Of course, but they load and work! The replace asset feature was added in part to allow adjustment of that. A better one would allow zones and/or map square changes. One performance hit many a new route takes is using speed trees at a distance when those old flip trees would do a better framerate. The content was written for an older era, and surveyor allows them to upgrade it. If YOU choose to upgrade it, as ChileanLama did with his route, more power to you! But if you don't, all I'll do is defend you--so long as it works! // F
How often do you buy a new car, a new TV, a new computer? Why buy a SNIP
The difference is when I drive an old clunker off a car lot, I expect it will get down the road. If it doesn't work, I don't have to work on it for umpteen hours to try to get it off the lot to test drive it. // Frank
 
How often do you buy a new car, a new TV, a new computer?
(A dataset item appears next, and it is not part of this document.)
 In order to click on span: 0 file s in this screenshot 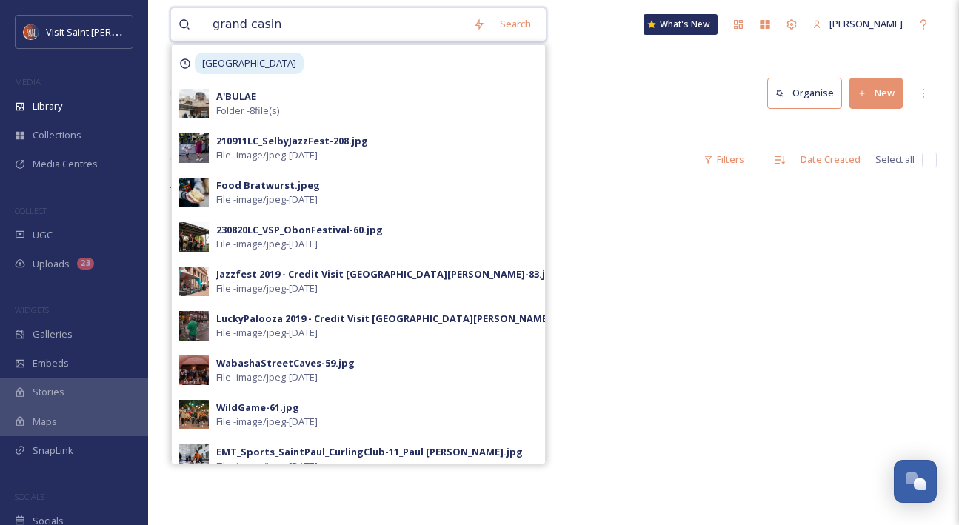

Why buy a new one if the old one still works well? I bought my current flat screen digital TV a short time after it was announced that all analogue TV transmission in my city would eventually be switched off. That switch over occurred last year. Was this a "dastardly plan" to force all TV viewers to buy new TV sets? Perhaps it was but I now have more "free to air" TV channels that I ever had before and each with a far better quality picture - the product has improved. (Yes - there is still little that is actually worth watching as I hate "reality" and "talent" TV shows).

I buy a car or a computer when it breaks too often i.e. when it costs me more to fix it than to buy a new one. I guess I'm funny in that I don't feel the need to buy a car or computer every 2-3 years in order to keep up with the Joneses. But as long as it does what it's supposed to and doesn't cost me money, I keep it. Perhaps the software industry ought to emulate the auto industry.

As for the TV comparison, well, that kind of makes a point I didn't intend to, that "upgrading" is often a step backwards. You live in a city, so you get lots of channels. Some, if not most, of us who don't live in or very close to a city get fewer channels than before. I live in an affluent suburb just 25 miles from Philadelphia and 50 or so from New York City: In other words, one of the biggest media corridors in the United States. I also recently "cut the cord." How many over-the-air channels do I get since the transition to digital? Two. In theory, I should be able to get a whopping 5, if I mounted an antenna high enough, which I'm not allowed to. By comparison, back in the analog days, I got 10+ with rabbit ears and 20+ with a rooftop.

As other posts in this thread have pointed out, older content that was created correctly will still work (and does work) in TS12. TS2009-TS2010 content has not been "disallowed". If you want to keep creating assets with TS9 or 10 and upload them to the DLS, then the solution may be as simple as updating the build number in the config.txt file - all other factors being correct.

Nobody is disputing that; indeed, we all agree that pre-TS12 content is perfectly good provided that it's been properly made. The DLS upload bot enforces proper construction. Which all the more demonstrates that excluding pre-TS12 builds from upload to the DLS is totally unnecessary, has nothing to do with error-checking and everything to do with forcing users into newer versions.

Auran/N3V have always made it clear that support for their products does have a timeline. It is even possible that, legally, N3V could have immediately dropped all support for older Auran versions of Trainz when they took over the company.

True, all promises and contracts go out the window in bankruptcy.

Obsolescence and change are a permanent feature of modern technology.

It only is because people let themselves be used like walking ATMs.

Again, however, N3V could just confess and admit that's the purpose behind locking out pre-TS12 content. No need to turn this into a debate when it doesn't need to be.